Almost any talk of science and faith reveals that many people believe that these two ways of looking at reality are in conflict.

This was not so in the days of the great philosopher René Descartes, or the great scientist, Isaac Newton. They believed that God was in control of the world which they were examining with the scientific means at their disposal.

The conflict really started earlier with Galileo, who believed that astronomy and physics belonged to a way of thought which would eventually explain everything, everywhere. This mistake is continued today in “scientism” - the “ism” based on speculation about the implications of science, treating science as the only disciipline of human intelligence.

After Newton a philosophical movement called the “Enlightenment” began the rejection of God’s “control”: many thinkers in Europe began to believe what Galileo did, who had barely found enough wiggle room to get away with his views under the inquisitive eye of the Church.

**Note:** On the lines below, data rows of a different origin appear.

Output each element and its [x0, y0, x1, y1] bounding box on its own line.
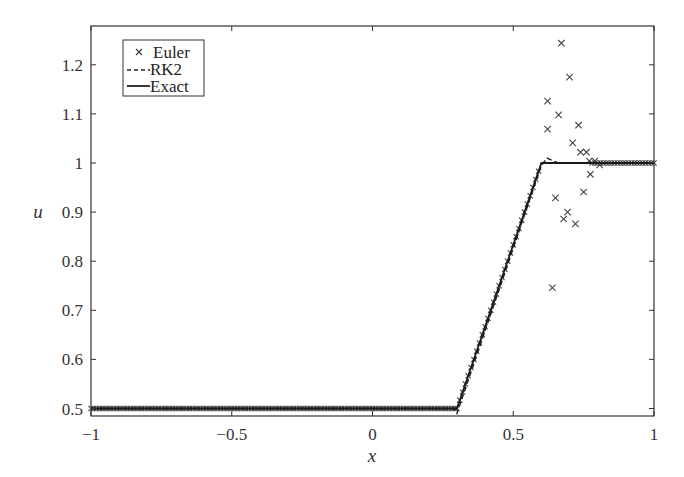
y-tick-label: 0.9 [62, 203, 83, 222]
legend-label-exact: Exact [150, 77, 189, 96]
series-rk2-line [91, 158, 654, 413]
y-tick-label: 0.6 [62, 350, 83, 369]
legend: Euler RK2 Exact [123, 40, 204, 96]
y-tick-label: 1 [75, 154, 84, 173]
y-axis-ticks: 0.50.60.70.80.911.11.2 [62, 56, 654, 419]
x-tick-label: 1 [650, 425, 659, 444]
x-tick-label: −0.5 [216, 425, 247, 444]
y-tick-label: 0.7 [62, 301, 84, 320]
x-tick-label: 0.5 [503, 425, 524, 444]
series-exact-line [91, 163, 654, 409]
y-axis-label: u [33, 201, 43, 222]
x-axis-label: x [367, 445, 377, 466]
y-tick-label: 1.1 [62, 105, 83, 124]
x-tick-label: 0 [368, 425, 377, 444]
y-tick-label: 0.5 [62, 400, 83, 419]
chart: −1−0.500.51 0.50.60.70.80.911.11.2 x u E… [0, 0, 684, 477]
x-tick-label: −1 [82, 425, 100, 444]
y-tick-label: 1.2 [62, 56, 83, 75]
y-tick-label: 0.8 [62, 252, 83, 271]
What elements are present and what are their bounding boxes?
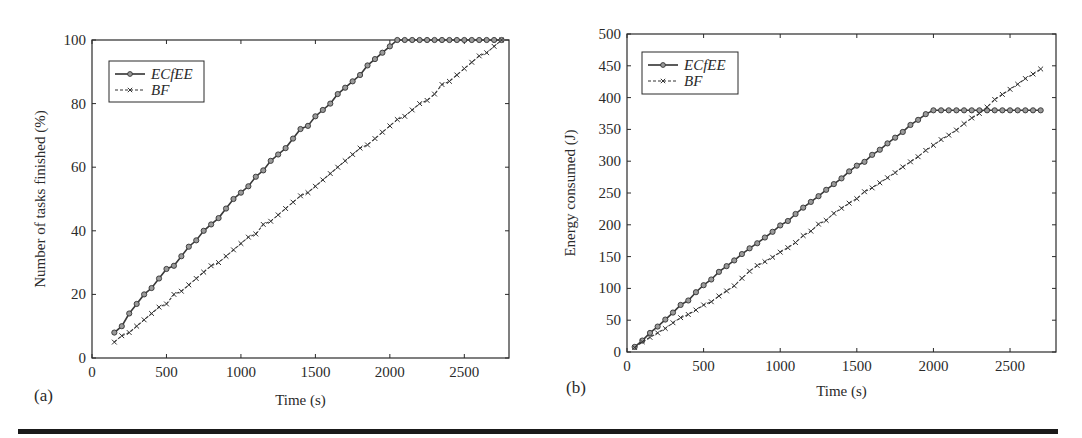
x-tick-label: 500 [155,364,178,380]
data-point [755,263,760,268]
data-point [328,101,333,106]
data-point [447,37,452,42]
data-point [870,186,875,191]
data-point [387,44,392,49]
data-point [492,44,497,49]
data-point [969,116,974,121]
data-point [216,215,221,220]
data-point [885,141,890,146]
data-point [824,187,829,192]
data-point [320,107,325,112]
data-point [268,219,273,224]
data-point [961,108,966,113]
data-point [900,165,905,170]
data-point [447,79,452,84]
data-point [701,283,706,288]
data-point [268,158,273,163]
data-point [142,317,147,322]
data-point [142,292,147,297]
chart-b: 0500100015002000250005010015020025030035… [540,0,1082,420]
data-point [432,37,437,42]
y-tick-label: 60 [71,159,86,175]
data-point [1000,108,1005,113]
y-tick-label: 150 [599,249,622,265]
data-point [916,154,921,159]
data-point [701,303,706,308]
data-point [831,211,836,216]
data-point [877,147,882,152]
data-point [179,289,184,294]
x-axis-label: Time (s) [816,383,867,400]
data-point [276,213,281,218]
data-point [801,205,806,210]
data-point [410,37,415,42]
data-point [171,263,176,268]
data-point [253,232,258,237]
data-point [877,180,882,185]
data-point [655,331,660,336]
data-point [938,108,943,113]
data-point [119,324,124,329]
data-point [678,302,683,307]
data-point [694,308,699,313]
data-point [261,222,266,227]
panel-label-b: (b) [566,378,586,398]
data-point [655,324,660,329]
legend-marker-circle-icon [661,63,666,68]
data-point [246,184,251,189]
data-point [164,266,169,271]
data-point [462,37,467,42]
y-tick-label: 0 [614,344,622,360]
data-point [1008,87,1013,92]
data-point [194,238,199,243]
data-point [186,244,191,249]
data-point [923,148,928,153]
x-tick-label: 2000 [375,364,405,380]
data-point [350,152,355,157]
data-point [395,117,400,122]
data-point [357,72,362,77]
y-tick-label: 100 [599,280,622,296]
y-tick-label: 250 [599,185,622,201]
data-point [373,136,378,141]
chart-b-plot: 0500100015002000250005010015020025030035… [540,0,1082,420]
data-point [793,211,798,216]
data-point [298,126,303,131]
data-point [439,37,444,42]
panel-label-a: (a) [34,386,53,406]
data-point [740,276,745,281]
data-point [686,312,691,317]
x-tick-label: 500 [692,358,715,374]
data-point [313,114,318,119]
y-tick-label: 40 [71,223,86,239]
data-point [387,123,392,128]
data-point [663,326,668,331]
x-tick-label: 1000 [765,358,795,374]
series-ecfee [632,108,1043,350]
y-tick-label: 50 [606,312,621,328]
data-point [747,269,752,274]
y-tick-label: 450 [599,58,622,74]
data-point [671,320,676,325]
data-point [380,50,385,55]
data-point [885,175,890,180]
data-point [678,315,683,320]
data-point [969,108,974,113]
data-point [962,121,967,126]
data-point [709,299,714,304]
data-point [647,330,652,335]
data-point [931,143,936,148]
data-point [793,240,798,245]
data-point [216,260,221,265]
x-tick-label: 0 [623,358,631,374]
data-point [290,136,295,141]
data-point [778,250,783,255]
data-point [112,340,117,345]
data-point [186,282,191,287]
data-point [209,263,214,268]
data-point [992,108,997,113]
data-point [762,235,767,240]
y-axis-label: Energy consumed (J) [562,129,579,256]
data-point [313,184,318,189]
data-point [785,218,790,223]
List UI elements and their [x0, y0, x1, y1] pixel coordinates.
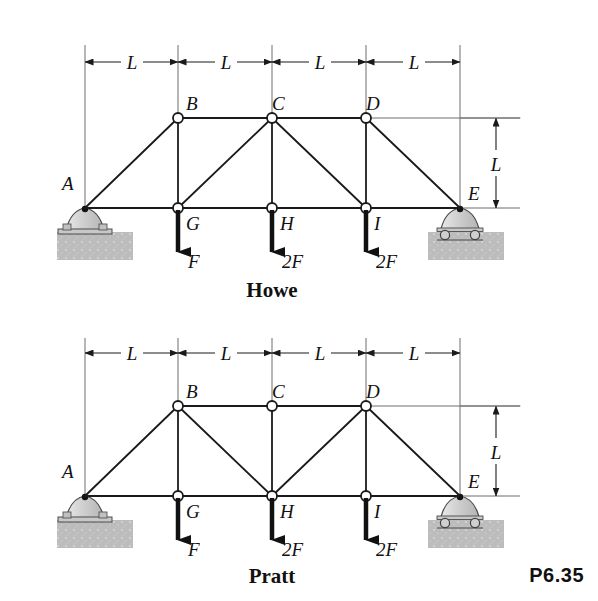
pratt-label-D: D	[365, 381, 380, 402]
howe-label-G: G	[186, 213, 200, 234]
pratt-label-H: H	[279, 501, 295, 522]
howe-loads	[178, 210, 366, 252]
pratt-label-B: B	[186, 381, 198, 402]
howe-label-B: B	[186, 93, 198, 114]
pratt-load-label-H: 2F	[282, 539, 304, 560]
pratt-span-label-2: L	[220, 343, 232, 364]
howe-caption: Howe	[246, 278, 297, 302]
howe-label-H: H	[279, 213, 295, 234]
howe-truss-group: L L L L L	[57, 45, 520, 302]
pratt-members	[85, 406, 520, 496]
howe-load-label-G: F	[187, 251, 200, 272]
pratt-height-label: L	[490, 442, 502, 463]
pratt-span-label-1: L	[126, 343, 138, 364]
truss-diagram-svg: L L L L L	[0, 0, 598, 601]
howe-height-label: L	[490, 154, 502, 175]
pratt-load-label-G: F	[187, 539, 200, 560]
pratt-label-G: G	[186, 501, 200, 522]
pratt-ground-right	[428, 520, 504, 548]
joint-D	[361, 113, 371, 123]
howe-load-label-I: 2F	[376, 251, 398, 272]
howe-label-D: D	[365, 93, 380, 114]
pratt-truss-group: L L L L L	[57, 338, 520, 588]
howe-span-label-4: L	[408, 52, 420, 73]
member-B-H	[178, 406, 272, 496]
howe-span-label-3: L	[314, 52, 326, 73]
pratt-caption: Pratt	[249, 564, 296, 588]
member-D-E	[366, 118, 460, 208]
member-D-E	[366, 406, 460, 496]
truss-figure: L L L L L	[0, 0, 598, 601]
pratt-label-I: I	[373, 501, 382, 522]
pratt-loads	[178, 498, 366, 540]
howe-ground-left	[57, 232, 133, 260]
joint-C	[267, 113, 277, 123]
howe-label-A: A	[60, 173, 74, 194]
pratt-label-E: E	[467, 471, 480, 492]
joint-B	[173, 113, 183, 123]
pratt-load-label-I: 2F	[376, 539, 398, 560]
member-C-I	[272, 118, 366, 208]
pratt-span-label-4: L	[408, 343, 420, 364]
howe-span-label-1: L	[126, 52, 138, 73]
howe-label-E: E	[467, 183, 480, 204]
joint-D	[361, 401, 371, 411]
member-A-B	[85, 406, 178, 496]
pratt-span-label-3: L	[314, 343, 326, 364]
pratt-label-A: A	[60, 461, 74, 482]
howe-members	[85, 118, 520, 208]
howe-pin-support-A	[58, 206, 112, 234]
member-H-D	[272, 406, 366, 496]
member-G-C	[178, 118, 272, 208]
howe-label-I: I	[373, 213, 382, 234]
pratt-pin-support-A	[58, 494, 112, 522]
howe-label-C: C	[272, 93, 285, 114]
joint-B	[173, 401, 183, 411]
howe-span-label-2: L	[220, 52, 232, 73]
problem-label: P6.35	[529, 564, 584, 587]
howe-ground-right	[428, 232, 504, 260]
howe-load-label-H: 2F	[282, 251, 304, 272]
joint-C	[267, 401, 277, 411]
pratt-ground-left	[57, 520, 133, 548]
pratt-label-C: C	[272, 381, 285, 402]
member-A-B	[85, 118, 178, 208]
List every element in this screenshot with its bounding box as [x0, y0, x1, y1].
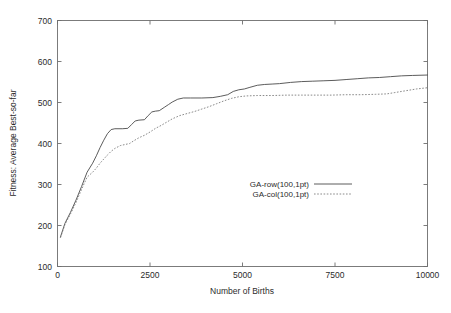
- y-axis-title: Fitness: Average Best-so-far: [8, 89, 18, 196]
- x-tick-label: 2500: [141, 270, 160, 280]
- plot-frame: [58, 21, 428, 267]
- line-chart: 100200300400500600700 025005000750010000…: [0, 0, 451, 313]
- y-tick-label: 600: [38, 57, 52, 67]
- x-tick-label: 7500: [326, 270, 345, 280]
- legend: GA-row(100,1pt) GA-col(100,1pt): [250, 180, 352, 199]
- y-tick-label: 500: [38, 98, 52, 108]
- series-line-ga-col: [60, 88, 427, 238]
- y-axis-tick-labels: 100200300400500600700: [38, 16, 52, 272]
- series-line-ga-row: [60, 75, 427, 237]
- x-tick-label: 5000: [233, 270, 252, 280]
- chart-figure: 100200300400500600700 025005000750010000…: [0, 0, 451, 313]
- y-tick-label: 200: [38, 221, 52, 231]
- y-tick-label: 100: [38, 262, 52, 272]
- y-tick-label: 400: [38, 139, 52, 149]
- y-tick-label: 300: [38, 180, 52, 190]
- legend-label-ga-row: GA-row(100,1pt): [250, 180, 309, 189]
- axis-tick-marks: [58, 21, 428, 267]
- x-axis-title: Number of Births: [210, 286, 274, 296]
- legend-label-ga-col: GA-col(100,1pt): [253, 190, 310, 199]
- x-axis-tick-labels: 025005000750010000: [55, 270, 439, 280]
- x-tick-label: 0: [55, 270, 60, 280]
- x-tick-label: 10000: [416, 270, 440, 280]
- y-tick-label: 700: [38, 16, 52, 26]
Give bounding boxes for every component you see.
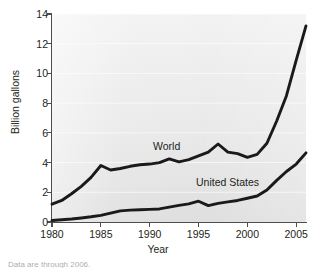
chart-figure: 02468101214 198019851990199520002005 Wor… [0,0,316,268]
data-lines-layer [0,0,316,268]
x-axis-title: Year [0,243,316,255]
caption-fragment: Data are through 2006. [8,261,90,268]
series-line-world [52,26,306,204]
y-axis-title: Billion gallons [9,52,21,152]
gridlines [52,14,306,192]
series-label-united-states: United States [196,176,259,188]
series-label-world: World [153,140,180,152]
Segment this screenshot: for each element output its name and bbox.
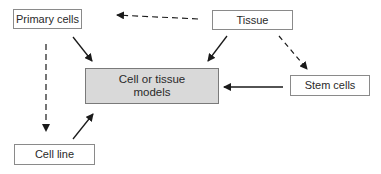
node-label: Primary cells	[16, 13, 79, 26]
node-label: Cell line	[35, 148, 74, 161]
edge-cell-line-to-models	[73, 114, 93, 139]
edge-tissue-to-stem-cells	[279, 36, 307, 69]
node-label-line2: models	[133, 86, 170, 99]
edge-primary-cells-to-models	[73, 37, 92, 61]
edge-tissue-to-primary-cells	[117, 15, 198, 19]
node-cell-line: Cell line	[14, 144, 95, 165]
node-label-line1: Cell or tissue	[119, 73, 185, 86]
node-cell-or-tissue-models: Cell or tissue models	[85, 68, 219, 104]
node-tissue: Tissue	[212, 10, 293, 30]
node-label: Tissue	[237, 14, 269, 27]
node-label: Stem cells	[305, 79, 356, 92]
edge-tissue-to-models	[208, 36, 227, 61]
node-primary-cells: Primary cells	[13, 9, 82, 29]
node-stem-cells: Stem cells	[290, 75, 370, 96]
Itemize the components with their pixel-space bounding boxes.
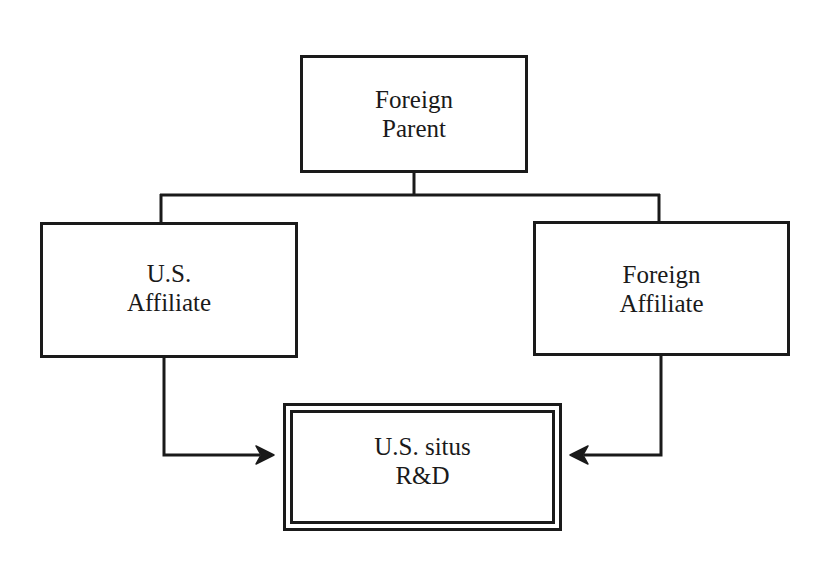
foreign-parent-box: Foreign Parent (300, 55, 528, 173)
us-affiliate-label-line2: Affiliate (127, 288, 211, 317)
us-affiliate-label-line1: U.S. (147, 259, 191, 288)
foreign-affiliate-box: Foreign Affiliate (533, 221, 790, 356)
foreign-affiliate-to-rd-arrow (584, 353, 661, 455)
ownership-diagram: Foreign Parent U.S. Affiliate Foreign Af… (0, 0, 825, 564)
us-situs-rd-label-line2: R&D (395, 461, 449, 490)
us-situs-rd-label-line1: U.S. situs (374, 432, 471, 461)
foreign-affiliate-label-line2: Affiliate (619, 289, 703, 318)
foreign-parent-label-line1: Foreign (375, 85, 453, 114)
us-affiliate-box: U.S. Affiliate (40, 222, 298, 358)
foreign-parent-label-line2: Parent (382, 114, 446, 143)
us-situs-rd-inner-border: U.S. situs R&D (290, 410, 555, 524)
us-affiliate-to-rd-arrow (164, 356, 260, 455)
us-situs-rd-box: U.S. situs R&D (283, 403, 562, 531)
foreign-affiliate-label-line1: Foreign (623, 260, 701, 289)
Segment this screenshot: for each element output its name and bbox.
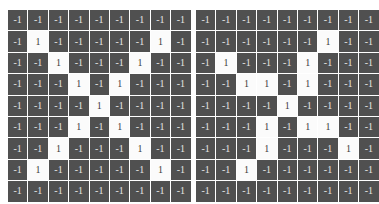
matrix-cell: -1 — [49, 117, 68, 137]
matrix-cell: -1 — [151, 181, 170, 201]
matrix-cell: -1 — [110, 96, 129, 116]
matrix-cell: -1 — [8, 53, 27, 73]
matrix-cell: -1 — [278, 74, 297, 94]
matrix-cell: -1 — [359, 31, 378, 51]
matrix-cell: 1 — [110, 74, 129, 94]
matrix-cell: -1 — [8, 160, 27, 180]
matrix-cell: -1 — [318, 138, 337, 158]
matrix-cell: -1 — [28, 117, 47, 137]
matrix-cell: 1 — [237, 160, 256, 180]
matrix-cell: -1 — [196, 138, 215, 158]
matrix-cell: -1 — [339, 96, 358, 116]
right-matrix-grid: -1-1-1-1-1-1-1-1-1-1-1-1-1-1-11-1-1-11-1… — [196, 10, 379, 202]
matrix-cell: 1 — [28, 160, 47, 180]
matrix-cell: -1 — [359, 74, 378, 94]
matrix-cell: -1 — [237, 53, 256, 73]
matrix-cell: -1 — [359, 181, 378, 201]
matrix-cell: -1 — [28, 53, 47, 73]
matrix-cell: -1 — [8, 96, 27, 116]
matrix-cell: 1 — [278, 96, 297, 116]
matrix-cell: -1 — [49, 74, 68, 94]
matrix-cell: -1 — [90, 138, 109, 158]
matrix-cell: -1 — [171, 138, 190, 158]
matrix-cell: 1 — [298, 117, 317, 137]
matrix-cell: -1 — [237, 117, 256, 137]
matrix-cell: -1 — [90, 74, 109, 94]
matrix-cell: -1 — [318, 10, 337, 30]
matrix-cell: -1 — [196, 96, 215, 116]
matrix-cell: -1 — [278, 181, 297, 201]
matrix-cell: 1 — [237, 74, 256, 94]
matrix-cell: -1 — [130, 117, 149, 137]
matrix-cell: 1 — [90, 96, 109, 116]
matrix-cell: -1 — [318, 53, 337, 73]
matrix-cell: -1 — [339, 31, 358, 51]
matrix-cell: -1 — [49, 160, 68, 180]
matrix-cell: -1 — [8, 181, 27, 201]
matrix-cell: 1 — [49, 53, 68, 73]
matrix-cell: -1 — [339, 160, 358, 180]
matrix-cell: -1 — [339, 10, 358, 30]
matrix-cell: -1 — [196, 53, 215, 73]
matrix-cell: -1 — [196, 181, 215, 201]
matrix-cell: -1 — [171, 181, 190, 201]
matrix-cell: 1 — [130, 53, 149, 73]
matrix-cell: -1 — [359, 138, 378, 158]
matrix-cell: -1 — [171, 31, 190, 51]
matrix-cell: -1 — [171, 117, 190, 137]
matrix-cell: -1 — [216, 74, 235, 94]
matrix-cell: -1 — [237, 181, 256, 201]
matrix-cell: -1 — [151, 53, 170, 73]
matrix-cell: -1 — [278, 53, 297, 73]
matrix-cell: -1 — [69, 181, 88, 201]
matrix-cell: 1 — [69, 117, 88, 137]
matrix-cell: 1 — [257, 138, 276, 158]
matrix-cell: -1 — [130, 181, 149, 201]
matrix-cell: -1 — [8, 74, 27, 94]
matrix-cell: -1 — [359, 96, 378, 116]
matrix-cell: -1 — [216, 181, 235, 201]
matrix-cell: -1 — [318, 96, 337, 116]
matrix-cell: -1 — [298, 181, 317, 201]
matrix-cell: -1 — [69, 160, 88, 180]
matrix-cell: -1 — [90, 53, 109, 73]
matrix-cell: -1 — [28, 74, 47, 94]
matrix-visualization-page: -1-1-1-1-1-1-1-1-1-11-1-1-1-1-11-1-1-11-… — [0, 0, 379, 204]
matrix-cell: -1 — [216, 138, 235, 158]
matrix-cell: -1 — [278, 117, 297, 137]
matrix-cell: -1 — [278, 138, 297, 158]
matrix-cell: -1 — [49, 31, 68, 51]
matrix-cell: -1 — [196, 160, 215, 180]
matrix-cell: 1 — [298, 53, 317, 73]
matrix-cell: -1 — [110, 138, 129, 158]
matrix-cell: -1 — [28, 10, 47, 30]
matrix-cell: -1 — [130, 31, 149, 51]
matrix-cell: 1 — [69, 74, 88, 94]
matrix-cell: -1 — [298, 10, 317, 30]
matrix-cell: -1 — [237, 96, 256, 116]
matrix-cell: -1 — [298, 31, 317, 51]
matrix-cell: -1 — [69, 10, 88, 30]
matrix-cell: -1 — [339, 181, 358, 201]
matrix-cell: -1 — [110, 160, 129, 180]
matrix-cell: -1 — [69, 31, 88, 51]
matrix-cell: -1 — [359, 53, 378, 73]
matrix-cell: -1 — [8, 10, 27, 30]
matrix-cell: -1 — [339, 53, 358, 73]
matrix-cell: 1 — [49, 138, 68, 158]
matrix-cell: -1 — [90, 181, 109, 201]
matrix-cell: -1 — [28, 96, 47, 116]
matrix-cell: -1 — [28, 181, 47, 201]
matrix-cell: -1 — [151, 138, 170, 158]
matrix-cell: -1 — [278, 31, 297, 51]
matrix-cell: -1 — [318, 74, 337, 94]
matrix-cell: -1 — [110, 53, 129, 73]
matrix-cell: -1 — [130, 96, 149, 116]
matrix-cell: -1 — [278, 160, 297, 180]
matrix-cell: -1 — [151, 117, 170, 137]
matrix-cell: -1 — [257, 53, 276, 73]
matrix-cell: -1 — [216, 10, 235, 30]
matrix-cell: -1 — [237, 10, 256, 30]
matrix-cell: -1 — [49, 10, 68, 30]
matrix-cell: 1 — [110, 117, 129, 137]
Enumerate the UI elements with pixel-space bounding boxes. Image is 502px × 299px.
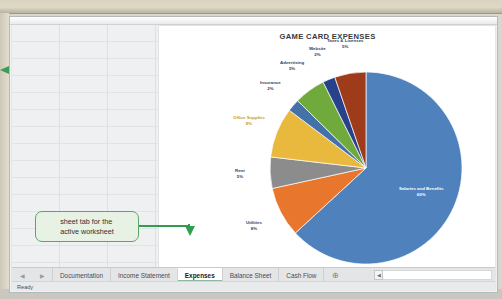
- pie-label-name: Utilities: [246, 220, 262, 225]
- pie-label-name: Advertising: [280, 60, 304, 65]
- formula-bar-strip: [10, 17, 497, 25]
- pie-slice-group: [270, 72, 462, 264]
- sheet-tab-label: Documentation: [60, 272, 103, 279]
- pie-label-insurance: Insurance2%: [260, 80, 281, 92]
- sheet-nav-buttons[interactable]: ◀ ▶: [12, 268, 52, 282]
- pie-label-salaries-and-benefits: Salaries and Benefits60%: [399, 186, 443, 198]
- pie-label-percent: 2%: [260, 86, 281, 92]
- sheet-tab-bar[interactable]: ◀ ▶ DocumentationIncome StatementExpense…: [12, 267, 495, 282]
- pie-label-percent: 8%: [233, 121, 265, 127]
- status-bar: Ready: [12, 281, 495, 291]
- pie-label-utilities: Utilities8%: [246, 220, 262, 232]
- annotation-callout-text: sheet tab for the active worksheet: [60, 217, 114, 236]
- pie-label-office-supplies: Office Supplies8%: [233, 115, 265, 127]
- pie-label-name: Salaries and Benefits: [399, 186, 443, 191]
- pie-label-percent: 60%: [399, 192, 443, 198]
- sheet-tab-label: Cash Flow: [286, 272, 316, 279]
- pie-label-percent: 5%: [235, 174, 245, 180]
- sheet-tab-documentation[interactable]: Documentation: [52, 268, 111, 282]
- pie-label-advertising: Advertising5%: [280, 60, 304, 72]
- sheet-tab-balance-sheet[interactable]: Balance Sheet: [222, 268, 280, 282]
- pie-label-name: Taxes & Licenses: [327, 38, 364, 43]
- excel-window: GAME CARD EXPENSES Salaries and Benefits…: [9, 16, 498, 293]
- sheet-nav-next-icon[interactable]: ▶: [40, 272, 45, 279]
- pie-label-percent: 2%: [309, 52, 326, 58]
- sheet-tab-label: Expenses: [185, 272, 215, 279]
- pie-label-name: Office Supplies: [233, 115, 265, 120]
- callout-line-2: active worksheet: [60, 227, 114, 236]
- tab-bar-spacer: [347, 268, 374, 282]
- annotation-callout: sheet tab for the active worksheet: [35, 211, 139, 242]
- pie-label-percent: 8%: [246, 226, 262, 232]
- pie-label-taxes-licenses: Taxes & Licenses5%: [327, 38, 364, 50]
- scrollbar-left-arrow-icon[interactable]: ◀: [374, 270, 383, 280]
- pie-chart-svg: [159, 26, 495, 267]
- pie-chart-plot-area: Salaries and Benefits60%Utilities8%Rent5…: [159, 26, 495, 267]
- add-sheet-button[interactable]: ⊕: [323, 268, 347, 282]
- horizontal-scrollbar[interactable]: ◀: [374, 268, 495, 282]
- scrollbar-track[interactable]: [383, 270, 492, 280]
- sheet-tab-cash-flow[interactable]: Cash Flow: [278, 268, 324, 282]
- callout-line-1: sheet tab for the: [60, 217, 112, 226]
- pie-label-name: Rent: [235, 168, 245, 173]
- pie-label-website: Website2%: [309, 46, 326, 58]
- sheet-tab-label: Income Statement: [118, 272, 170, 279]
- pie-label-name: Insurance: [260, 80, 281, 85]
- pie-label-rent: Rent5%: [235, 168, 245, 180]
- pie-label-name: Website: [309, 46, 326, 51]
- chart-object[interactable]: GAME CARD EXPENSES Salaries and Benefits…: [158, 25, 495, 267]
- pie-label-percent: 5%: [327, 44, 364, 50]
- sheet-nav-prev-icon[interactable]: ◀: [20, 272, 25, 279]
- annotation-leader-line: [139, 225, 188, 227]
- sheet-tab-list: DocumentationIncome StatementExpensesBal…: [52, 268, 323, 282]
- page-left-edge: [0, 13, 9, 299]
- annotation-arrow-icon: [185, 226, 195, 236]
- status-text: Ready: [12, 284, 33, 290]
- page-top-edge: [0, 0, 502, 14]
- sheet-tab-expenses[interactable]: Expenses: [177, 268, 223, 282]
- pie-label-percent: 5%: [280, 66, 304, 72]
- sheet-tab-income-statement[interactable]: Income Statement: [110, 268, 178, 282]
- sheet-tab-label: Balance Sheet: [230, 272, 272, 279]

For a long time Church thinkers assumed that biblical stories about the Creation and the early history of the world were historical and rational explanations of what had actually happened. When Charles Darwin published his Origin of Species by Natural Selection in 1859 his theory of evolution conflicted with the assumption by Christian believers that the Bible was a scientific account of reality. Thinking Church members were already meeting the issues of literalism and intellectual change in a book called Essays and Reviews, (1860),which in its time had a far greater circulation than Darwin’s book.

Today the conflict continues in some very public ways: for example,people fight over the use or non-use of religious symbols and holidays etc. in public schools. The Psalms of David put it in a beautiful phrase:

Why do the nations so furiously rage together, and why do the people imagine a vain thing? (Psalm 2)

If we try to look at each side of the question, one thing is apparent: anti-evolution believers want certainty, and they think the only certainty comes from a Bible dictated by God and with statements that cannot be changed, or even interpreted. Scientists also want certainty, the risky certainty that comes from the process of Preparation (scrabbling around) Incubation (taking a rest) Illumination (popping up) and Verification (checking up) (A sequence observed in human creativity by the mathematician Henri Poincaré and further developed by the philosopher-scientist Michael Polanyi)

Such a process is subject to change, when new observations or new inspiration require it.

Good scientists are not afraid of change, when the evidence requires it.

The same should be said of believers, not only because the same mental process which is used science is used also in the development of faith. An even more important reason why a person of faith should accept change is that if nothing is left to chance, then having faith is pretty feeble. Faith is at its best when challenged by doubt.

A friend of mine who is an atheist (born that way!) found herself the object of slighting remarks at a Christian baptism when references were made to atheism being the evil work of the devil, trying to infiltrate the family! If we believe God gives us free choice, then who dares say that some may choose not to believe?

David Bartholomew was Professor of Statistical and Mathematical Science at the London School of Economics when in 1984 he published his book, God of Chance. A Christian believer, he wrote:

“Instead of opposing God and chance, we shall contend that chance was God’s idea and that he uses it to ensure the variety, resilience and freedom necessary to achieve his purposes.” (SCM Press, 1984, page 14).

An Anglican prayer reads, in part: “that among all the sundry and manifold changes of the world, our hearts may surely there be fixed, where true joys are to be found.” And in another prayer we ask that God will help us “among all the changes and chances of this mortal life.” Change and chance are part of God’s gift in creating.

These prayers assume that changes and chances are part of the natural order, and that with God’s help we can live within this world of change.

Ash Wednesday

When you receive this letter you may be about to recover from an overdose of carbohydrates (Pancake Supper) followed by being precipitated into a call to repentance and witness to God’s Big Change ( Life/Death/Life) “Remember you are dust, and to dust you will return”

Stardust? Our changes and chances are bittersweet: bitter, then sweet.